In summary, if our results represent trends which can be generalized, they add evidence to a line of research showing how parental influence transforms when adolescents grow up (Huang et al., 2015; Joshi et al., 2003; Masud et al., 2016; Strage & Brandt, 1999).
Limitations
It is worth considering possible biases that can be at the source of our results. One possible source of bias is the research procedure. First, like in most studies in this field, the sampling procedure was based on voluntary consent to fill in the questionnaire (without reward or other facilitating means and without a screening process), and this may impair the representativeness of the sample. Second, the data collection method through recollection of parental practices by offspring may have introduced a discrepancy between what we measured and the actual parenting. At younger ages, there is an agreement that recalled parenting styles reflect actual parenting styles (Glasgow et al., 1997). Yet, when the subjects become adults, the gap between recalled and actual styles may increase: subjects may be more likely to develop understanding toward their parents’ failures and to consider them as less authoritarian than they were. This bias could explain why in our sample, the proportion of permissive parenting is higher than usual. But it does not explain the main result, which is the predominant link between authoritarian parenting and SRL.
The second possible source of bias, as noted earlier in this article, is the personal specificity of our students. Some differences have been studied between male and female students with respect to the effect of parenting style on learning (Baumrind, 1972; Chan & Chan, 2005; Keshavarz & Mounts, 2017) and between ethnic groups ((Gonzalez et al., 2001, 2002; Joshi et al., 2003; Steinberg & Dornbusch Brown, 1992). Yet, our population was mainly composed of students belonging to ethnic groups who behave like occidental people at the stage of adolescence (Alt, 2016, on Palestinian adolescents; Yaffe et al., 2018, on Jewish and Bedouin adolescents; Hatem, 2014, on Druze adolescents). And therefore, our results do not seem to stem from cultural specificities.
Conclusion
Knowing the problematic influence of the authoritarian parenting style on the affective components of the personality (Baumrind, 1971; Deci & Ryan, 1987; Maccoby & Martin, 1983; Nolen-Hoeksema et al., 1995; Singh, 2017), we are cautious in suggesting a possible link between authoritarian parenting and improved SRL at an adult age. From the parenting point of view, trying to optimize children’s education to foster both high achievements and well-being, and finding the right equilibrium between the different components of parental influence, is still an unsolved question. The insight brought by our results could help to refine this issue.
From the child’s point of view, according to what our results suggest, if adults who underwent authoritarian parenting indeed have increased critical-thinking skills, this ability can also enhance the efficacy of their cognitive efforts to overcome affective and behavioral difficulties in appropriate setting.

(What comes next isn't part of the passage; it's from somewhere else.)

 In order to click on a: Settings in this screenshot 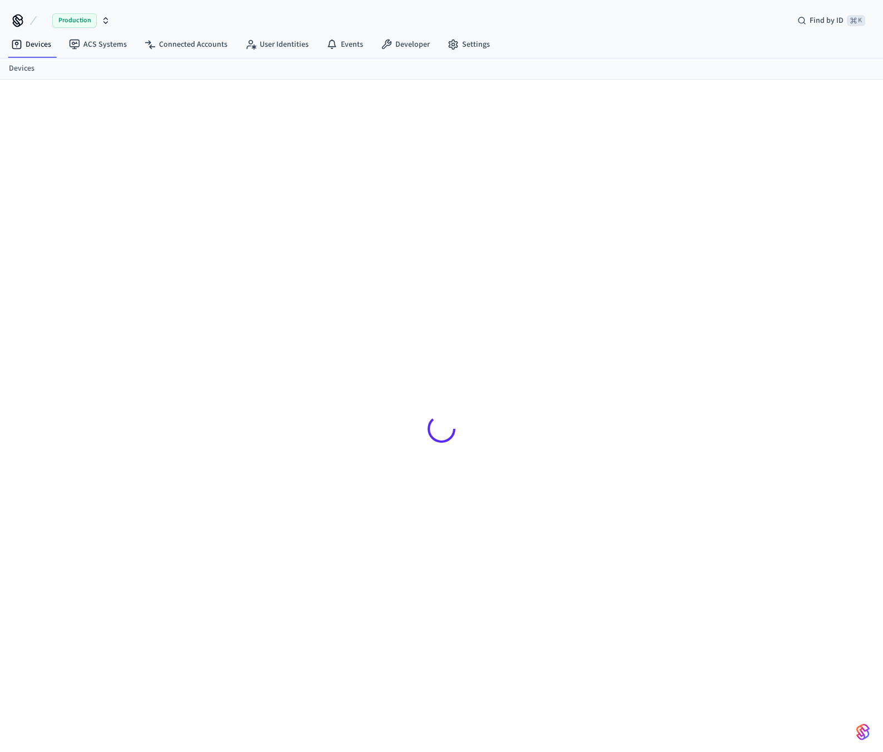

This could have the interesting meaning that although authoritarian parenting is linked to some more dysfunctional tendencies in the offsprings, it could also be linked to enhanced abilities to rectify them.
Footnotes
Acknowledgements
The authors thank Marom Alterovich for helpful comments.
Declaration of Conflicting Interests
The author(s) declared no potential conflicts of interest with respect to the research, authorship, and/or publication of this article.
Funding
The author(s) disclosed receipt of the following financial support for the research, authorship, and/or publication of this article: This research was supported by the Mofet Institute, Israel.